Common Mistakes in Gematria Research

Whether you are new to gematria or an experienced researcher, these are the most common errors to be aware of.

Mixing Methods Without Noting Which Was Used

The biggest source of confusion in gematria research is failing to specify which method produced which value. GOD = 26 in English Gematria but 71 in Hebrew Gematria and 17 in Full Reduction. Always record which system you used alongside your result. Our calculator makes this easy by displaying results for all nine methods simultaneously.

Case Sensitivity

Standard gematria treats all letters as equivalent regardless of case — GOD and god produce the same value. Our calculator automatically normalises case. Be wary of any system that claims case matters, as this is not part of any traditional gematria method.

Spaces and Punctuation

Spaces and punctuation are not included in gematria calculations — only letters are counted. Whether you write "Jesus Christ" or "jesuschrist" should produce the same result. Our calculator strips spaces and non-letter characters before calculating.

Confirmation Bias

The human mind is extraordinarily good at finding patterns, and it will find meaningful-seeming patterns even in random data. If you approach gematria with a conclusion already in mind — "I want to prove X is connected to Y" — you will almost certainly find a method and a number that supports that conclusion. Honest gematria research starts with a word or phrase and discovers what connections the numbers reveal, rather than working backwards from a desired conclusion.

Transliteration Inconsistency

When calculating Hebrew words in English Gematria — for example, trying to find the English gematria value of a Hebrew name — transliteration choices dramatically affect the result. Elohim could be spelled ELOHIM (78), ELOHIM (78), or ALOHA (48) depending on how you transliterate the Aleph and Heh. For Hebrew gematria research, it is always preferable to work with the original Hebrew letters rather than an English transliteration.

Why Use This Free Gematria Calculator?

There are many gematria calculators online. Here is what makes GematriaCalculator.net different.

All 9 Methods, One Interface

Most online gematria calculators offer one or two methods. Ours calculates all nine simultaneously — English, Hebrew, Simple, Jewish, Ordinal, Sumerian, Reverse, Full Reduction, and Single Reduction — the moment you finish typing. You can switch between methods with a single click and see the letter-by-letter breakdown for any of them.

Instant, Real-Time Results

Our calculator processes your input in your browser as you type, with no page reload, no waiting, and no network request. The calculation is instant regardless of the length of your text.
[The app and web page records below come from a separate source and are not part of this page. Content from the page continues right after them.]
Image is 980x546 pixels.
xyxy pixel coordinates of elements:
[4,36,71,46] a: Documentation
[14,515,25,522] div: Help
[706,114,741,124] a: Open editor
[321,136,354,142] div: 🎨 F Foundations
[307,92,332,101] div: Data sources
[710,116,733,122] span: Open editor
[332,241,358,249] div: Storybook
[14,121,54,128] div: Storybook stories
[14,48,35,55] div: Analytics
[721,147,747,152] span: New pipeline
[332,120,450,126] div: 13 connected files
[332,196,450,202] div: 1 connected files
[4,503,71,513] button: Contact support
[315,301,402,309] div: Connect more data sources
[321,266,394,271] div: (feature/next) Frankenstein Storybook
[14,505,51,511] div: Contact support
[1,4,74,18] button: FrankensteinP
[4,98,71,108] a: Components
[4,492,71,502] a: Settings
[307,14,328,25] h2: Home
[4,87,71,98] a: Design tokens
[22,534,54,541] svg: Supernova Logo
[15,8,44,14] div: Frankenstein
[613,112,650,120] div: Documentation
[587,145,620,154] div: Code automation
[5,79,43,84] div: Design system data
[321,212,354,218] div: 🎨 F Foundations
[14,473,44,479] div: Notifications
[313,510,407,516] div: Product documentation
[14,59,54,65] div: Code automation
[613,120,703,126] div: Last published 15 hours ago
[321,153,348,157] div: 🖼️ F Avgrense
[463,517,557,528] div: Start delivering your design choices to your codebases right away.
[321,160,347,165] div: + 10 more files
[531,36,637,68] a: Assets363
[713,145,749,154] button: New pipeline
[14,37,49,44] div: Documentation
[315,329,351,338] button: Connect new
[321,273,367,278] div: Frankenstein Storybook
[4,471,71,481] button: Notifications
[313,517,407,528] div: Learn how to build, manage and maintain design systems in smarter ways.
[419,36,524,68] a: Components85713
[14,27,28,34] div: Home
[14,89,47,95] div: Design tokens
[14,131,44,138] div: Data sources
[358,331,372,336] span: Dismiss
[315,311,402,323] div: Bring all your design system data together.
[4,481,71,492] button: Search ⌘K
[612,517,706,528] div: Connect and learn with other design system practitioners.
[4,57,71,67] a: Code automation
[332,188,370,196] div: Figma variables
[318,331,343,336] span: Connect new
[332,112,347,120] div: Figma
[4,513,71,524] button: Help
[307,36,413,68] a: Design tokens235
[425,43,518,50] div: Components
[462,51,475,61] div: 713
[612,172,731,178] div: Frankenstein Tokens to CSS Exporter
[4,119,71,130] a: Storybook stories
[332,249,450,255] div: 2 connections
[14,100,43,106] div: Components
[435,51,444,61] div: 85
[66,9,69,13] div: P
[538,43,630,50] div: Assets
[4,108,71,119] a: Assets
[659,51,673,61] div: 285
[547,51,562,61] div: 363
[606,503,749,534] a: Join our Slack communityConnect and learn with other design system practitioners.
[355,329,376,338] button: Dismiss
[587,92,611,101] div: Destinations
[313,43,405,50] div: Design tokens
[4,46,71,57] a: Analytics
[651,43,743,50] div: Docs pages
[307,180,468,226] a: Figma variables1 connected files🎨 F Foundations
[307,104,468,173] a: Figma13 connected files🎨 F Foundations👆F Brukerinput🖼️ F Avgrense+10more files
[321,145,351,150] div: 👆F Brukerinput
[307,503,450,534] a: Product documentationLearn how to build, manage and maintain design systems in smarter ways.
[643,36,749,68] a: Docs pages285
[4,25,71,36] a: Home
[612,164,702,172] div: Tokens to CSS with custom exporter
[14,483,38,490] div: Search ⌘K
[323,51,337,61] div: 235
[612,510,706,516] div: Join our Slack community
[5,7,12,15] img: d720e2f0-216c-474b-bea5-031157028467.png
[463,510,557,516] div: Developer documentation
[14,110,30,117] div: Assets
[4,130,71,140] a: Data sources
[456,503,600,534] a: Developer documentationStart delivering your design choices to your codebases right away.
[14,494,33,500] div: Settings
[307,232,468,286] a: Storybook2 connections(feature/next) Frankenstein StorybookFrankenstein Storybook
Completely Free, No Account Required

There is no subscription, no free trial, no paywall, and no registration. The full calculator with all nine methods is available to every visitor, on every device, immediately.

Privacy First

Everything you type is processed locally in your browser. We do not transmit your input to our servers, log your searches, or build any kind of search history. Your gematria research is private.

Deep Educational Content

Each calculator page on this site includes thousands of words of genuine educational content — the history of the method, how it works, worked examples, tables of values, and answers to common questions. We aim to be the most complete free educational resource on gematria available in English.

Seven Languages

The full interface — including navigation, labels, and page descriptions — is available in English, Spanish, French, German, Italian, Brazilian Portuguese, and Russian. The calculator itself works with any Latin-alphabet text regardless of your interface language.